The School of Communication, Information and Library Studies
(SCILS) was created in 1982 with the merger of the Graduate School of
Library and Information Studies (established in 1953 as the Graduate
School of Library Service) and the School of Communication Studies with
its departments of communication and of journalism and mass media. The
school leads the university in responding to the information revolution
and the fast-paced changes occurring in the fields of communication,
journalism and media studies, and library and information science.
Rapidly expanding communication and information technologies are
drawing these distinct but allied fields closer together while, at the
same time, extending beyond them and exerting a major influence on our
society and its economic and cultural endeavors.
The focus of
the school's programs is on the nature and functions of communication
and information processes; the institutions and technologies central to
the creation, transmission, storage, and retrieval of information; and
the impact of information and communication on individual, social,
organizational, national, and international affairs.
The
generation, organization, and retrieval of information and its
effective communication to appropriate users have become the driving
force in our nation's social, cultural, and economic progress. The role
of the information and communication specialist lies at the core of
this information revolution. This specialist plays an increasingly
central part as both public and private sectors expand their use of new
information technologies. The school is committed to meeting the
present educational needs of information and communication specialists,
as well as preparing for future needs, by providing students with a
strong base for fundamental and applied research in the field. The
faculty strongly believes that tomorrow's leaders in these growing and
rapidly changing professions need to acquire a solid technical
knowledge together with an understanding of the impact of the new
technology on people and their social, political, and economic
institutions.
To provide leadership in theory and research,
the school has greatly expanded the scope of the Ph.D. program, which
offers concentrations in communication processes, library and information science, and media studies. It has upgraded the
rigor and focus of its master's programs in library and information
science, and in communication and information studies, and its
undergraduate programs in communication, journalism and media
studies, and information technology and informatics.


WORK INSTRUCTIONS – Only the lines below from the one containing "This screenshot has" through the last line should be set down, exactly as written and with no pictures.

*** RECORDS FOR THIS EXERCISE ***

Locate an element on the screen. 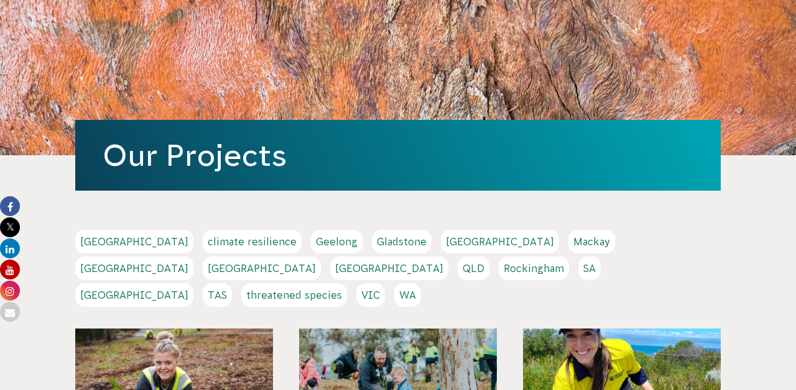  a: threatened species is located at coordinates (294, 295).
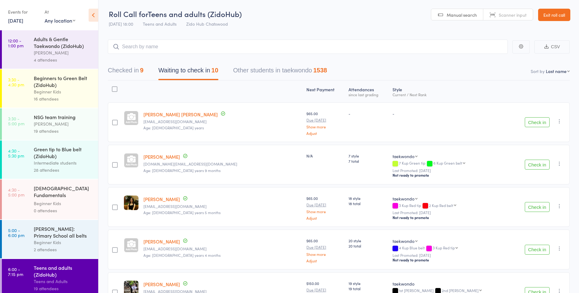  What do you see at coordinates (207, 24) in the screenshot?
I see `span: Zido Hub Chatswood` at bounding box center [207, 24].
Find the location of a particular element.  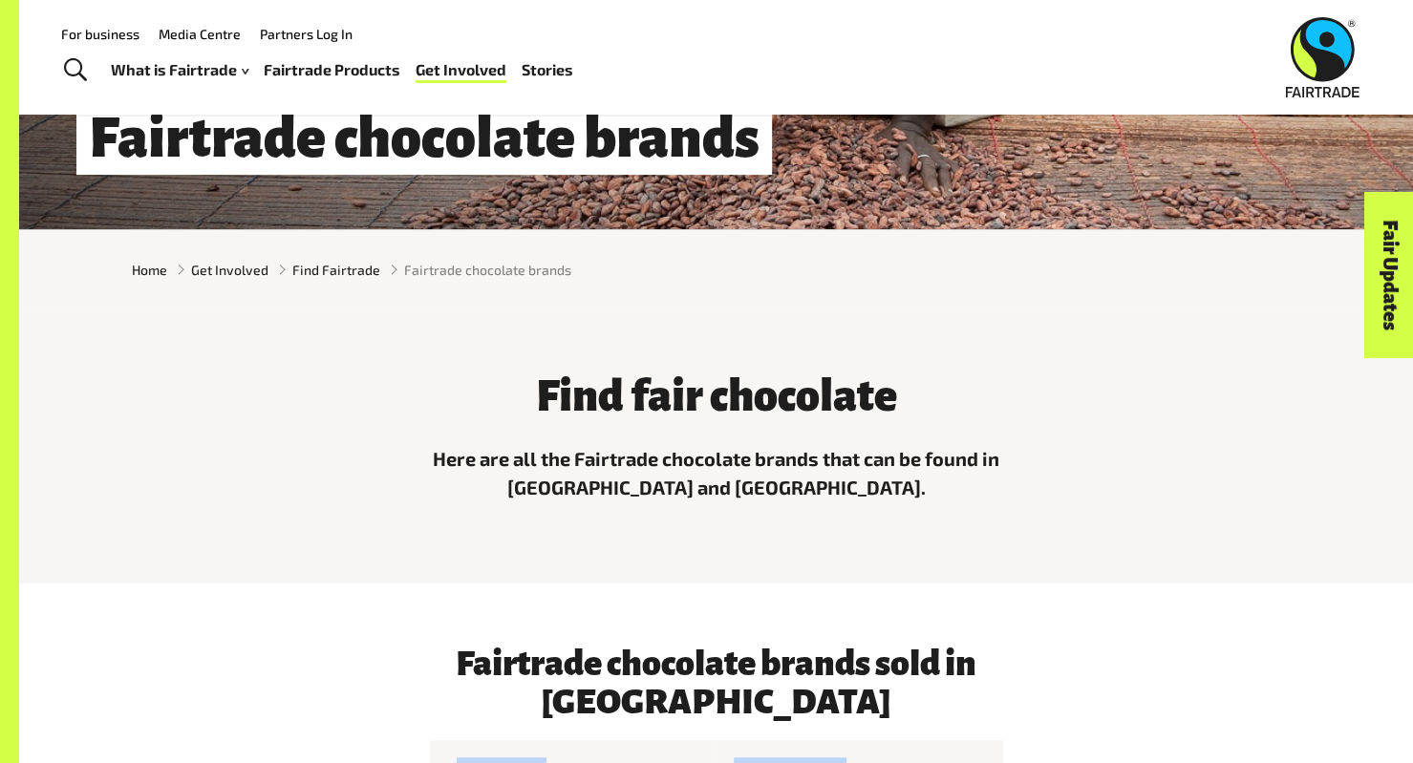

span: Fairtrade chocolate brands is located at coordinates (487, 269).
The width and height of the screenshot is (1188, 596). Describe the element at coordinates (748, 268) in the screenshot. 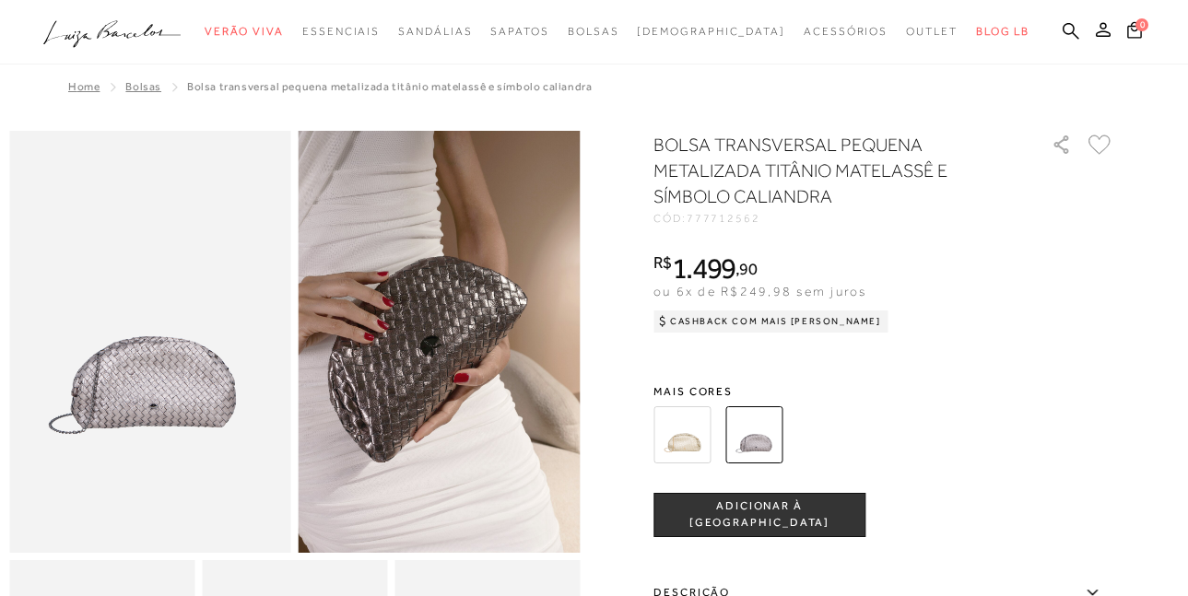

I see `span: 90` at that location.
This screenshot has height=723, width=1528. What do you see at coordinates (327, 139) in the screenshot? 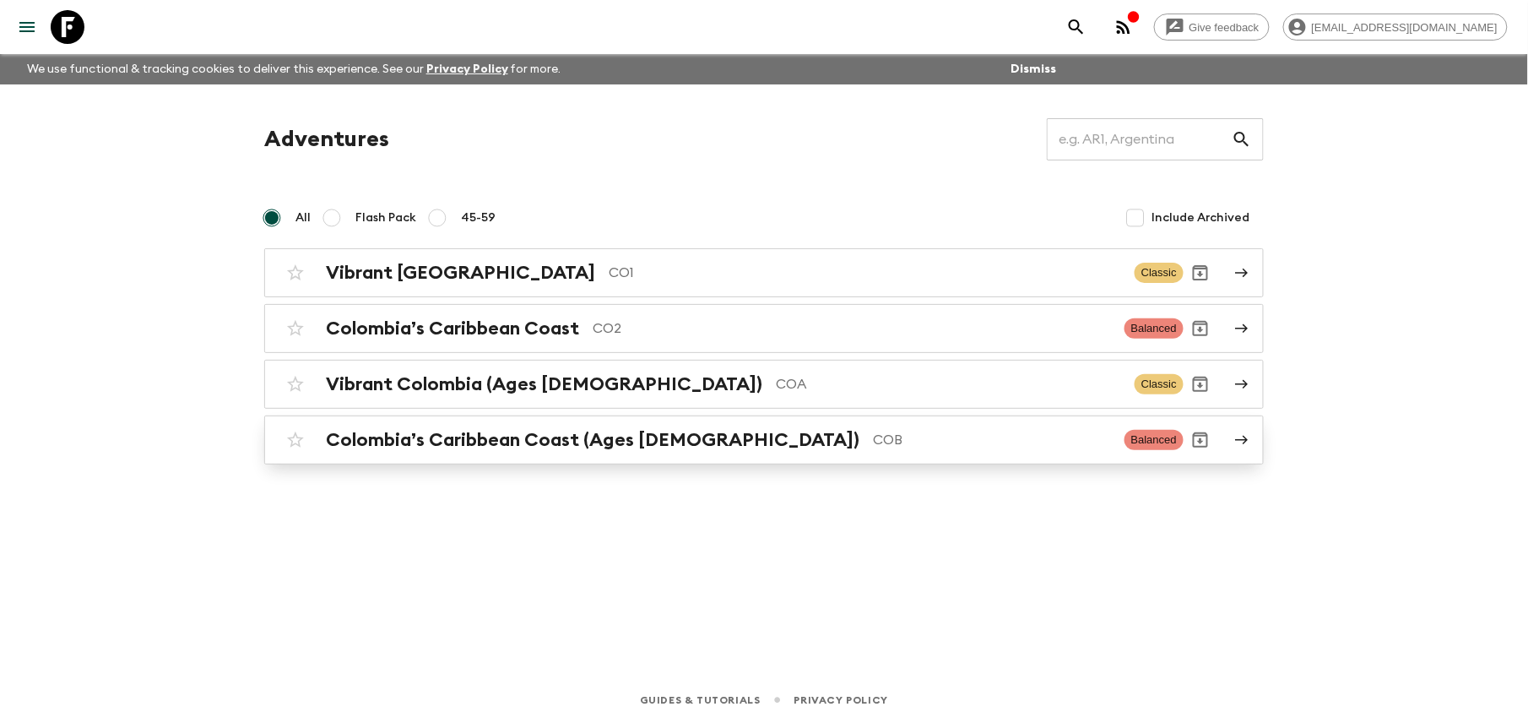
I see `h1: Adventures` at bounding box center [327, 139].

*** End of RECORDS FOR THIS EXERCISE ***

WRITTEN ANSWER –
This screenshot has height=723, width=1528. What do you see at coordinates (327, 139) in the screenshot? 
I see `h1: Adventures` at bounding box center [327, 139].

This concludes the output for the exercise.